Across the service we typically take payments for our two major retail shops and  ‘paid for’ exhibitions at Bristol Museum & Art Gallery and M Shed. To date we have never set the tills up to give us useful reporting beyond the “groups of products” e.g. ‘books’ or ‘cards’ which is simply not good enough [no shots].  We need useful data to help us understand our business and improve our service. GDS refer to ‘designing with data‘ in their design principles and I see no reason not to be the same across the museums, especially with trading and IT retail systems.

During 2015-16 we will design our retail offer based on good usable data about our visitors, product ranges and sector trends.

Introducing Shopify Point of Sale (POS)

In the not too distant past I used to do freelance web projects and shopify would regularly appear on my radar. It is an affordable (from $9 a month) web shop that recently introduced the ability to run as a till system called Shopify POS. Due to its popularity with web folk I trust, our desire to get a move on and its feature set to cost ratio, I figure we have nothing to lose but try it out – we have no historic data either so anything is better than our current position.

Also, we’re an Arts Council England lead for digital so what better problem to solve than affordable till systems to kick off our 2015-18 partnership?

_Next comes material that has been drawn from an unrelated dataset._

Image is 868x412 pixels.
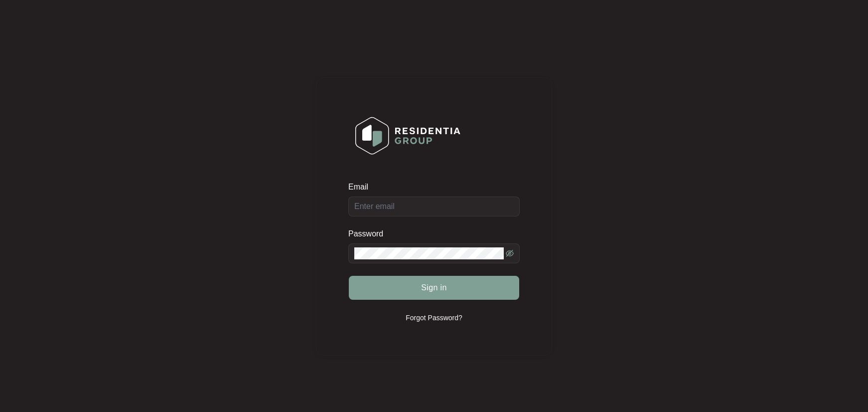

We will use Shopify POS to:

  • Take cash and card payments
  • Manage our products and stock level
  • Provide both retail and service management with regular performance reports
  • Act as a mininum viable service to help plan for the future
  • Dip our toe in the water with an online shop offer (both POS and web shop are interelated making it easy to do)

Getting started

I made a “management” decision to switch POS and so this is an enforced project for the retail team who have understood my reasoning are behind the project. I have said that we have nothing to lose but this may not work and i’ll hold my hands up if we fail. We had a call with the Shopify team and knew we needed some new kit:

  • Two paid instances of Shopify POS – one for each retail shop. I am disappointed there is to no way to have multiple shops from one account even if it was a discounted upgrade. This will enable us to report accurately each shop as its own business
  • iPad air 2 with Shopify (use the 7 day trial first) with retail add-on and reporting ($59 per month)
  • Bluetooth barcode reader, till drawer and receipt printer from uk reseller POS hardware for approx. £250 ex Vat (turns out you can use any drawer though as they are standard
  • Reuse existing card reader (approx £20 per month)
  • iPad secure stand
  • Router to avoid public wifi and maintain security – fitted by IT services

First steps

  1. Test a proof of concept – Zahid and Tom did a stand up job of getting the system to play nice with our infrastructure and i can’t thank them enough as this proved to be a pain for an unknown reason on our network.
  2. Once we had our test ‘alpha’ system working, we confirmed that IT were happy for us to proceed. They generally like projects that they don’t have to get involved in too much! As we’re using the existing corporate contract for our card payments which never touch Shopify there isn’t a security risk at that point AND it doesn’t touch our finance system. Essentially Shopify is “off” the network and at worse we expose our reporting and products – secure passwords for staff is the biggest challenge!
  3. Add our MANY products. Our retail and admin team are working on this at the moment
  4. ‘Beta’ Test over the week of 27th April alongside the existing system with our retail manager Helen who is critical to the success of the project
  5. Show the retail team how to use the system and get their feedback – after all they need to use and champion the project and service

Next steps

Assuming staff are happy and we’re getting the data we need I plan to put the service into ‘live’ starting 1st May so we can get 11 months usable data. We’ll be sharing our progress on the blog. PLEASE get in touch if you have anything to help us make a better service or have any questions.

A full shop till system for unless than £1000 a year…..let’s see!